Steinach was cagey about the particulars of his procedure—it was simply referred to as “the Steinach operation”—but he was not shy about claiming that it could reverse aging. Sigmund Freud had the snip in the hopes that it would prevent his oral cancer from returning. (It didn’t.) The poet William Butler Yeats also had the operation, and felt it gave him a “second puberty” that revitalized his sex life, health, and writing. The only thing a vasectomy can do is prevent pregnancy, but the placebo effect is real.

In 1936, a credulous New York Times announced: “Aging is Reversible, Dr. Steinach Asserts. Vienna Biologist Declares That His Experiments Afford Hope of ‘Reactivating’ Body.” It was a headline that did not age well.

Chimps bred for their testicles by an eccentric surgeon in an Italian castle may seem like the stuff of Wes Anderson, if he made horror movies. But none of this is actually much weirder than the penile ideas knocking around today. Maybe the biggest difference is in reach, and therefore, risk: The unholy confluence of MAHA, longevity culture, and tech-bro pseudoscience can be broadcast into each of our palms, fracturing confidence in reality and expertise.

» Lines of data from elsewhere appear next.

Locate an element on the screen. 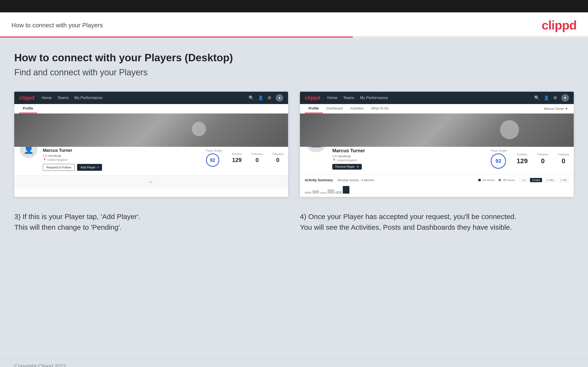  search-icon: 🔍 is located at coordinates (251, 98).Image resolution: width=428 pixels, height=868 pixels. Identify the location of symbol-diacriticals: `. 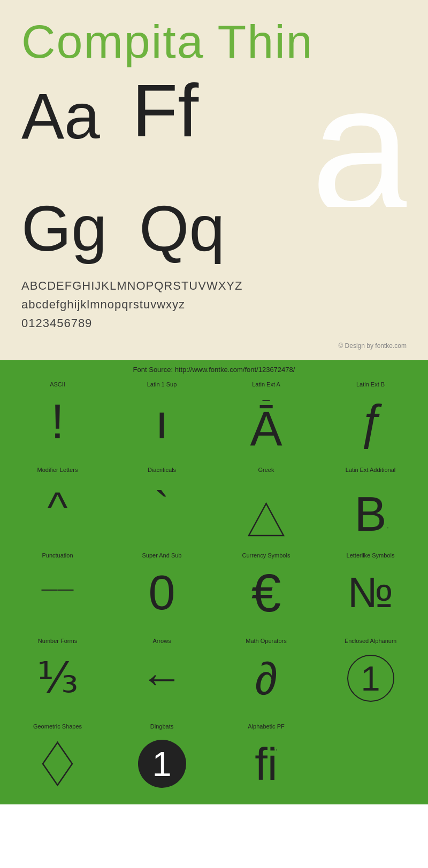
(162, 507).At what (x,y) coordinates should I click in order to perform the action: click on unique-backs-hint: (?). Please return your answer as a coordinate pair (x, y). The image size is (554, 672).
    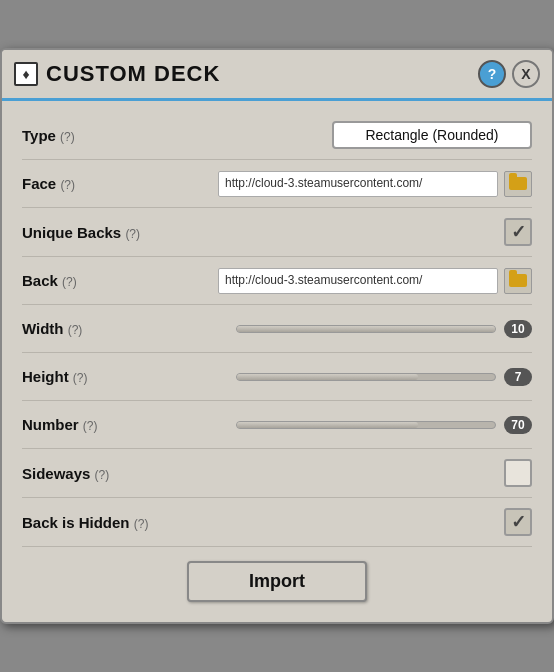
    Looking at the image, I should click on (132, 234).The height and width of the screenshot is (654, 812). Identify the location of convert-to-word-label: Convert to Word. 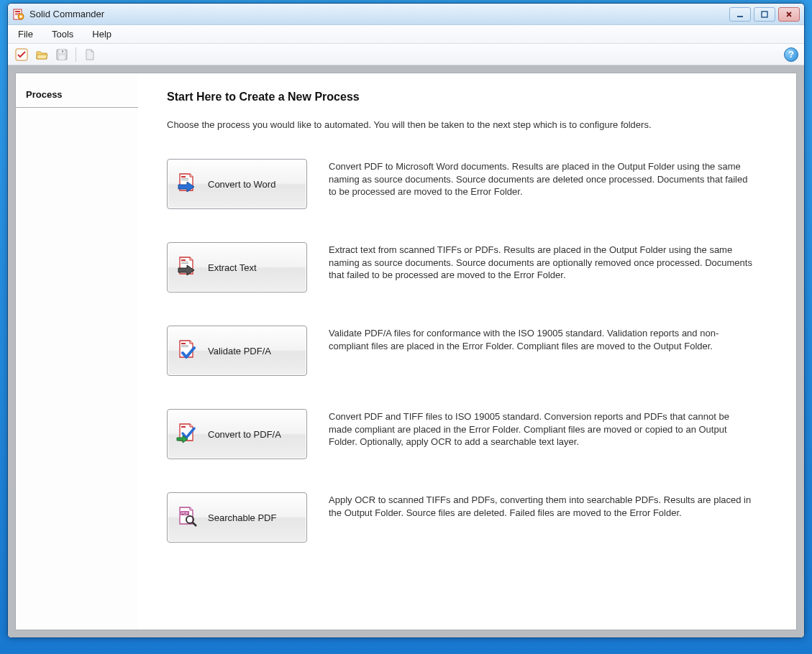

Peter Ward, a journalist and author of The Price of Immortality: The Race to Live Forever, says that longevity circles have always been heavily male and filled with easy marks. “Longevity has always had scammers, since the dawn of time,” he said. “It’s the most fertile ground for scams.”

And ultimately, those scams all end the same way. “The thing about Bryan Johnson,” adds Ward, “is that one day, he is absolutely, definitely going to die.”